[5] LBS can also include mobile commerce when taking the form of coupons or advertising directed at customers based on their current location.
LBS is critical to many businesses as well as government organizations to drive real insight from data tied to a specific location where activities take place.
Modern location-based services are made possible by technological developments such as the World Wide Web, satellite navigation systems, and the widespread use of mobile phones.
The Global Positioning System was first developed by the United States Department of Defense in the 1970s, and was made available for worldwide use and use by civilians in the 1980s.
[15] Research forerunners of today's location-based services include the infrared Active Badge system[16] (1989–1993), the Ericsson-Europolitan GSM LBS trial by Jörgen Johansson (1995), and the master thesis written by Nokia employee Timo Rantalainen in 1995.
In 1996 the US Federal Communications Commission (FCC) issued rules requiring all US mobile operators to locate emergency callers.
As a result of these efforts in 1999 the first digital location-based service patent was filed in the US and ultimately issued after nine office actions in March 2002.
In 2000, after approval from the world’s twelve largest telecom operators, Ericsson, Motorola and Nokia jointly formed and launched the Location Interoperability Forum Ltd (LIF).
This forum first specified the Mobile Location Protocol (MLP), an interface between the telecom network and an LBS application running on a server in the Internet domain.
Then, much driven by the Vodafone group, LIF went on to specify the Location Enabling Server (LES), a "middleware", which simplifies the integration of multiple LBS with an operators infrastructure.
Based upon the device location, it was capable of providing detailed bearing, distance and communication information to the vessel operator in real time, in addition to the marine assistance and MAYDAY features.
[22][23] The first LBS services were launched during 2001 by TeliaSonera in Sweden (FriendFinder, yellow pages, houseposition, emergency call location etc.)
There are various companies that sell access to an individual's location history and this is estimated to be a $12 billion industry composed of collectors, aggregators and marketplaces.
An analysis, conducted by the non-profit newsroom called The Markup, found six out of 47 companies who claimed over a billion devices in their database.
[9] In the UK, networks do not use trilateration; Because LBS services use a single base station, with a "radius" of inaccuracy, to determine a phone's location.
In order to provide a successful LBS technology the following factors must be met: Several categories of methods can be used to find the location of the subscriber.
This application allows a person to access information based on their surroundings; especially suitable for using inside closed premises, restricted or regional area.
Another alternative is an operator- and satellite-independent location service based on access into the deep level telecoms network (SS7).
This solution enables accurate and quick determination of geographical coordinates of mobile phones by providing operator-independent location data and works also for handsets that do not have satellite navigation capability.
GPS and GSM do not work very well indoors, so other techniques are used, including co-pilot beacon for CDMA networks, Bluetooth, UWB, RFID and Wi-Fi.
According to the independent wireless analyst firm Berg Insight the attach rate for GPS is growing rapidly in GSM/WCDMA handsets, from less than 8% in 2008 to 15% in 2009.
In the US companies such as Rave Wireless in New York are using GPS and triangulation to enable college students to notify campus police when they are in trouble.
The Singaporean mobile operator MobileOne carried out such an initiative in 2007 that involved many local marketers, what was reported to be a huge success in terms of subscriber acceptance.
The bill which was approved by the Senate Judiciary Committee, would also require mobile services to disclose the names of the advertising networks or other third parties with which they share consumers' locations.
Indeed, a 2013 MIT study[41][42] by de Montjoye et al. showed that 4 spatio-temporal points, approximate places and times, are enough to uniquely identify 95% of 1.5M people in a mobility database.
Recent research has shown that crowdsourcing is also an effective approach at locating lost objects while still upholding the privacy of users.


Task to complete: Scan the entries and copy each line where the word "vehicle" is present.

Data for this task:

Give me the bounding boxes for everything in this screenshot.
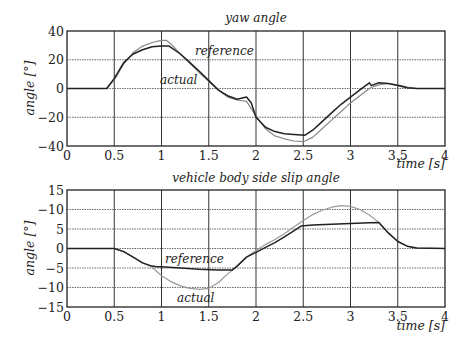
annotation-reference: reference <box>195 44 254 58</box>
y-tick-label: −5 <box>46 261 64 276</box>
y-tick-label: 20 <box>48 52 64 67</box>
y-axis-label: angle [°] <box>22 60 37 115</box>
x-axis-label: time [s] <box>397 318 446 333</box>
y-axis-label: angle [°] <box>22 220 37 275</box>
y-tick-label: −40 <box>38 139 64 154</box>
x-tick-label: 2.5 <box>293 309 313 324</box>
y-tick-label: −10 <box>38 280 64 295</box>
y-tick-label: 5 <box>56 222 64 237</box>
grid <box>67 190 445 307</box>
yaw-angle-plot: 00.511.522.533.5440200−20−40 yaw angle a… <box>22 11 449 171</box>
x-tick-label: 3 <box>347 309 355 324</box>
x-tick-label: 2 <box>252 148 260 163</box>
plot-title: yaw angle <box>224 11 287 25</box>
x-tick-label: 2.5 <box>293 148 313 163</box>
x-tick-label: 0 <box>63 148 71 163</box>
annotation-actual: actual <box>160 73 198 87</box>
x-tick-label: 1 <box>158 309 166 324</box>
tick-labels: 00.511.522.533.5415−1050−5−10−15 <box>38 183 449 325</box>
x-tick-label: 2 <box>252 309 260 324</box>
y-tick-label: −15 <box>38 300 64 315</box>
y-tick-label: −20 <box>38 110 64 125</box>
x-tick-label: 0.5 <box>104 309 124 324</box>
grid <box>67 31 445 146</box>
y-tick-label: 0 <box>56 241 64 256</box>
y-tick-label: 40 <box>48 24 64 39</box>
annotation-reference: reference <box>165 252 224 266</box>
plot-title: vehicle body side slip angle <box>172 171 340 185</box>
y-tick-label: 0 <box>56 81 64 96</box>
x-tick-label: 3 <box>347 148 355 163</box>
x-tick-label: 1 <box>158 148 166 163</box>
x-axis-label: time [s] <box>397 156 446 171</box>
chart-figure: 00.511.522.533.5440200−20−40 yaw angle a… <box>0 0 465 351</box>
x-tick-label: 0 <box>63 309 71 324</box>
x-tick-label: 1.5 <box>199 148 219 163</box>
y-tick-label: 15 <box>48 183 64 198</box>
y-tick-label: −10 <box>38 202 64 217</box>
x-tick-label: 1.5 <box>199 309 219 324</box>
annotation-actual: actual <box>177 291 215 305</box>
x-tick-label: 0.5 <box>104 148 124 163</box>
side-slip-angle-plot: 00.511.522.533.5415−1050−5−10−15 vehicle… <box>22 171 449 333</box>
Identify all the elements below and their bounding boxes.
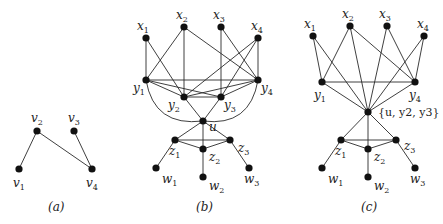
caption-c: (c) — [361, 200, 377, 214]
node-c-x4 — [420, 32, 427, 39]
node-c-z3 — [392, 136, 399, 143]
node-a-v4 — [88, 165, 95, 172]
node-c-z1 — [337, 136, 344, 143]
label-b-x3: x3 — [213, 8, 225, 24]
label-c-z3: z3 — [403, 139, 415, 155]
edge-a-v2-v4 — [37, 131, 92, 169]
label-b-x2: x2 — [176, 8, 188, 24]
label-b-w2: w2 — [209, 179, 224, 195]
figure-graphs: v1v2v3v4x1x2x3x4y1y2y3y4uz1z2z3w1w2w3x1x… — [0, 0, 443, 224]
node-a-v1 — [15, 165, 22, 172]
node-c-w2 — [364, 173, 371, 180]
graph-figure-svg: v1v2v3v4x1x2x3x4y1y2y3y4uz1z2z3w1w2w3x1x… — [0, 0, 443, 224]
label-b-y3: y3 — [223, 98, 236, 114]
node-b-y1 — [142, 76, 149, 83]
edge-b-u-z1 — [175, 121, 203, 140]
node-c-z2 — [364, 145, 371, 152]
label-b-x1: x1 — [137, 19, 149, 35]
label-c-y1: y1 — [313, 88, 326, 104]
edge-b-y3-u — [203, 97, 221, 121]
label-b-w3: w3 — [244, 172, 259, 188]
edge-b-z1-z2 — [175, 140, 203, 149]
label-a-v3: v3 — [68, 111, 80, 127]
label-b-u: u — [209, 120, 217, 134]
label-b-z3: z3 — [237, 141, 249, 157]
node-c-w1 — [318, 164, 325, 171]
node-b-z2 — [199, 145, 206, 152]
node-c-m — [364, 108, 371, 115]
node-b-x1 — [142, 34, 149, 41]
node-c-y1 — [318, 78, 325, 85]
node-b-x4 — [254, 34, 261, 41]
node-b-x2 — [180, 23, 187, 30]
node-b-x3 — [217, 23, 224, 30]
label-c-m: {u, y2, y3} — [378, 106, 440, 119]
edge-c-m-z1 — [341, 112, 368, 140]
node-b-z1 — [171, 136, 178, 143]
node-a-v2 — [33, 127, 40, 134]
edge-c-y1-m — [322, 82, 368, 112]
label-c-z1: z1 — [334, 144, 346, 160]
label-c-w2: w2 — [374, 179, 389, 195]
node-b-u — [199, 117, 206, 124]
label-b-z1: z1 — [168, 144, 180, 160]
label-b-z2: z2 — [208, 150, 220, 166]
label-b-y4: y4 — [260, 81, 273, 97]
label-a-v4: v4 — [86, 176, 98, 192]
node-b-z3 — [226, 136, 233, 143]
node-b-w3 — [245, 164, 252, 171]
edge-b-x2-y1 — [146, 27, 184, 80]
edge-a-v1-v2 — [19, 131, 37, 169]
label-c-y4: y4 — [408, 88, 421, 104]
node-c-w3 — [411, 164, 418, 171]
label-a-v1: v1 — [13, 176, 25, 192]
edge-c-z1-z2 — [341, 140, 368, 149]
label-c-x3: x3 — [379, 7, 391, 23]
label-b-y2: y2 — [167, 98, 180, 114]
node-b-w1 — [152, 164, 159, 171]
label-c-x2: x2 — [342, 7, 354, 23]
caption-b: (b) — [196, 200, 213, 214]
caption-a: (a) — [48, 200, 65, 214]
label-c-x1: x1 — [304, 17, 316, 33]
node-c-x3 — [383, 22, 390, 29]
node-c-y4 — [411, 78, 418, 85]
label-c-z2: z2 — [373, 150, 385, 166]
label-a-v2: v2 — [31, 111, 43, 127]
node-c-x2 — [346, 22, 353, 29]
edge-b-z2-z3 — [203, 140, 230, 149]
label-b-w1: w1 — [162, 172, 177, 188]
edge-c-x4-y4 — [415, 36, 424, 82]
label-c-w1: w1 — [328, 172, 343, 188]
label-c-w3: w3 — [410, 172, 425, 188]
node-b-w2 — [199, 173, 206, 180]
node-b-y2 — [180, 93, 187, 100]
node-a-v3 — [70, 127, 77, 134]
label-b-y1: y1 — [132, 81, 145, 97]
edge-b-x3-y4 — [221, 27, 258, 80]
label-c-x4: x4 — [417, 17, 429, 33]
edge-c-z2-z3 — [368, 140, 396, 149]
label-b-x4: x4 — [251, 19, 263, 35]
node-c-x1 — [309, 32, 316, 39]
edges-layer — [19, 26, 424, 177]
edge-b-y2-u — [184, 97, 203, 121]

* * *

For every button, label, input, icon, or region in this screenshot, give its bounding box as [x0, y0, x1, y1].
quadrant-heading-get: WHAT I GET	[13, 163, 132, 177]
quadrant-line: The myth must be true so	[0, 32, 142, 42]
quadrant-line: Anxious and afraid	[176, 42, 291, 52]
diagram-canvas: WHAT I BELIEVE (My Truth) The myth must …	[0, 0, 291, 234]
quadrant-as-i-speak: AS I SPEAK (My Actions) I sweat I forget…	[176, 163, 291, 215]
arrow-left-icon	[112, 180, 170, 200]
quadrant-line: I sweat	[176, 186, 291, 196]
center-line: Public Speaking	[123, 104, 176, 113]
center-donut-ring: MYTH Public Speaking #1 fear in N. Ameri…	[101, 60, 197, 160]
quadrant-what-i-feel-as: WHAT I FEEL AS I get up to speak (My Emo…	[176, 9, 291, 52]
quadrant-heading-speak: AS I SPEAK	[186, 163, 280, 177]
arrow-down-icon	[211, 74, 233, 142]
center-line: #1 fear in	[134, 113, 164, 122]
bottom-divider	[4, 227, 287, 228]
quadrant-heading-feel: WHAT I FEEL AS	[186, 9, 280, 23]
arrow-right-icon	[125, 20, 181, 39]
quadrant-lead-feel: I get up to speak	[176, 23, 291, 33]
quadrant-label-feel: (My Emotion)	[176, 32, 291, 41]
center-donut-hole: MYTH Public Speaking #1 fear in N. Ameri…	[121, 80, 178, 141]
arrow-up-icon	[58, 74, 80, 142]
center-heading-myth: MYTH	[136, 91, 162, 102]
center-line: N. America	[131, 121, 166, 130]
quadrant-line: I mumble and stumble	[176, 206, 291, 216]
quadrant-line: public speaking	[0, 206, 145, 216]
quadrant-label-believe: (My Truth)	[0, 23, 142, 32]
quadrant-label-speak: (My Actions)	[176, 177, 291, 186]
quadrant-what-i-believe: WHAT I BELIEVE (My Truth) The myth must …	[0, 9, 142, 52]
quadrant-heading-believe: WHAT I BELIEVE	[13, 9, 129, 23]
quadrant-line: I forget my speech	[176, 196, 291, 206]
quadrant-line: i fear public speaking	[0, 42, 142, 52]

Finished exercise:
plot-title: vehicle body side slip angle <box>172 171 340 185</box>
side-slip-angle-plot: 00.511.522.533.5415−1050−5−10−15 vehicle… <box>22 171 449 333</box>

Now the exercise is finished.